- _YOUR OBJECTIVE_
What's needed is an exact copy of the lines from the one that contains "Locate an element" to the end of the data below, leaving the pictures out.

- _Stored dataset items_
□ □ □ □ □ □ □

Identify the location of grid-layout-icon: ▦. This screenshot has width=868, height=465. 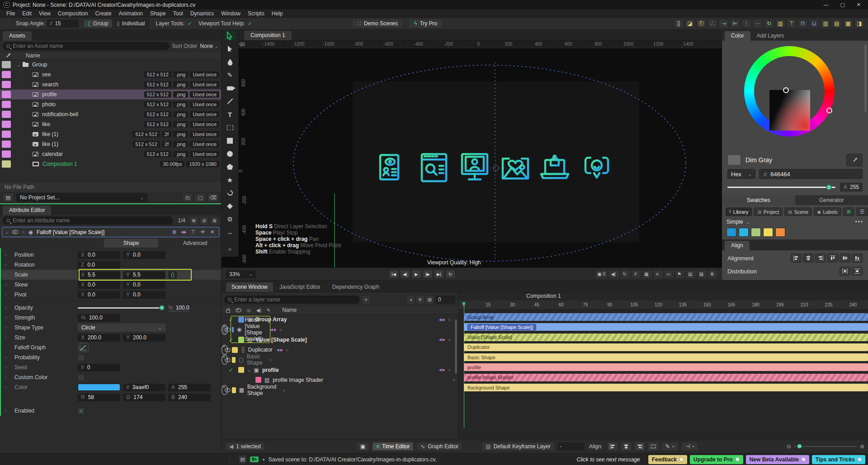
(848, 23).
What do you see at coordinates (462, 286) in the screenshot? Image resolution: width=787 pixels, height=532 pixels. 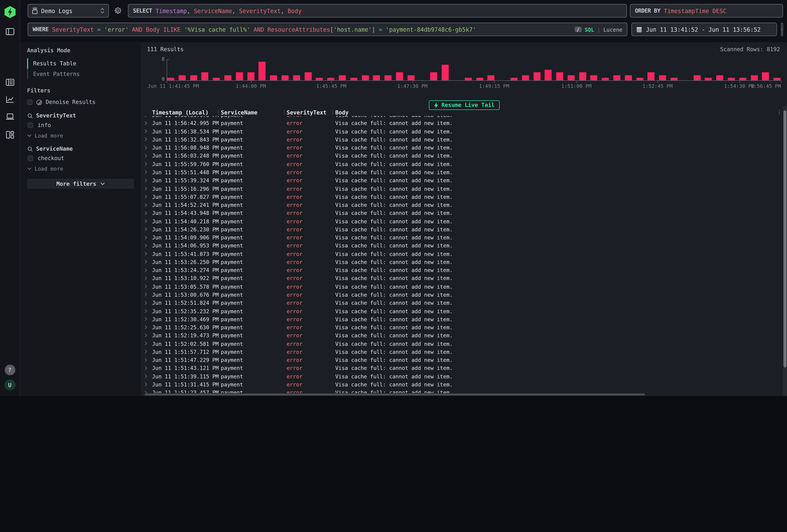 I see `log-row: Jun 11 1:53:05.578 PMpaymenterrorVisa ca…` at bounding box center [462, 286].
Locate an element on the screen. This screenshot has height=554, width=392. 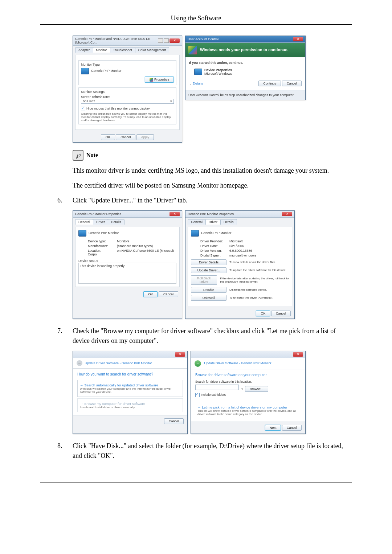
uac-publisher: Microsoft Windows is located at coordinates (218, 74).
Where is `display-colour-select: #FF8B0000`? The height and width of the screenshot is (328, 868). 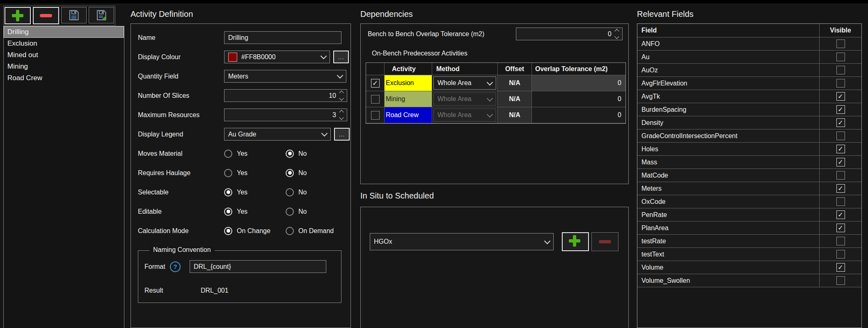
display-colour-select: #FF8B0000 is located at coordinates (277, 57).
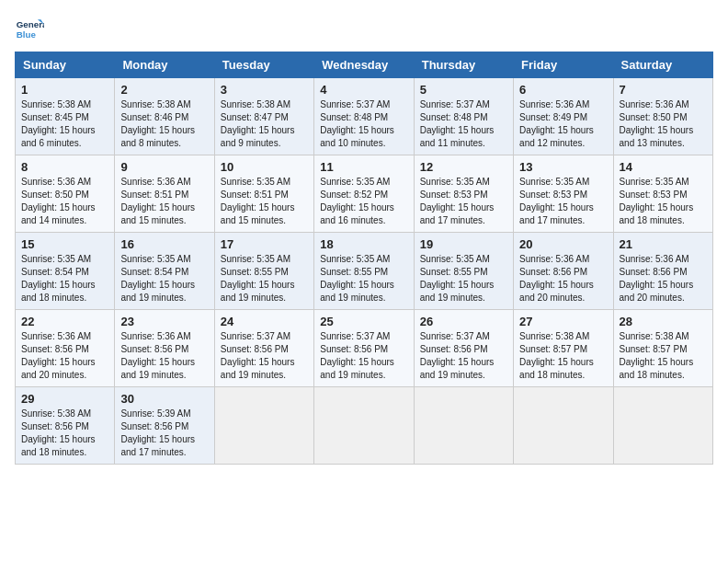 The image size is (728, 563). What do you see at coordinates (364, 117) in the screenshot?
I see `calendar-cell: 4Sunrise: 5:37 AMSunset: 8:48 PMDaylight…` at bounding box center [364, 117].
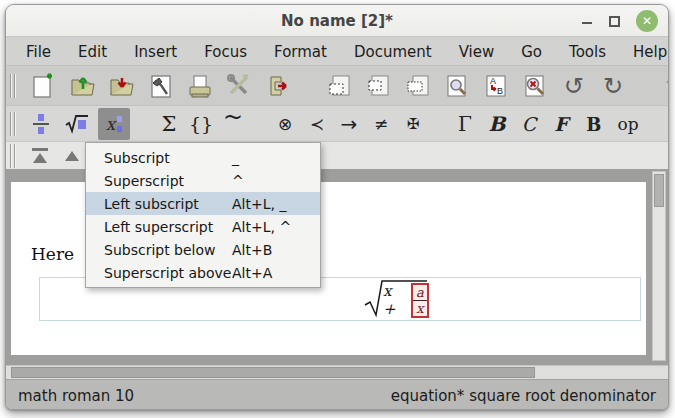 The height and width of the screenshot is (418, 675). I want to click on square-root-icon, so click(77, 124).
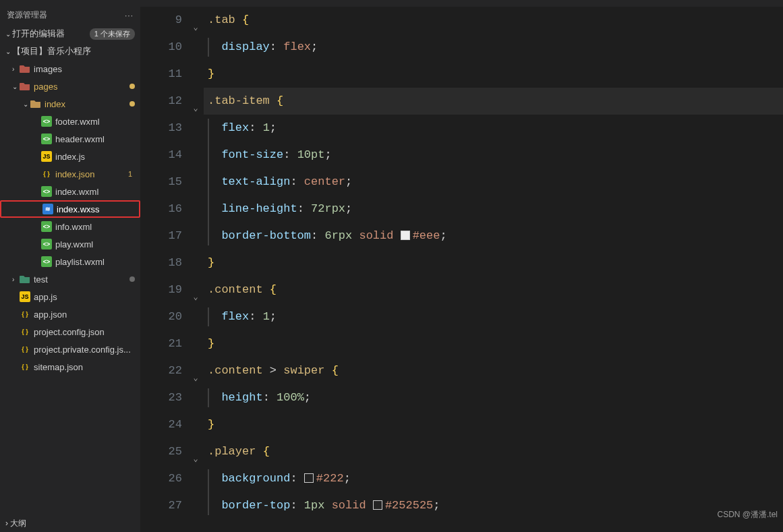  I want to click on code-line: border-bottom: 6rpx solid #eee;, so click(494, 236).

□ □ □ □ □ □ □

- _REPLY_
Locate an element on the screen. This screenshot has height=554, width=392. 
uac-publisher: Microsoft Windows is located at coordinates (218, 74).
Where is `display-colour-select: #FF8B0000`? The height and width of the screenshot is (328, 868). 
display-colour-select: #FF8B0000 is located at coordinates (277, 57).
 The image size is (728, 563). What do you see at coordinates (364, 117) in the screenshot?
I see `calendar-cell: 4Sunrise: 5:37 AMSunset: 8:48 PMDaylight…` at bounding box center [364, 117].
 The height and width of the screenshot is (418, 675). I want to click on square-root-icon, so click(77, 124).
  I want to click on code-line: border-bottom: 6rpx solid #eee;, so click(494, 236).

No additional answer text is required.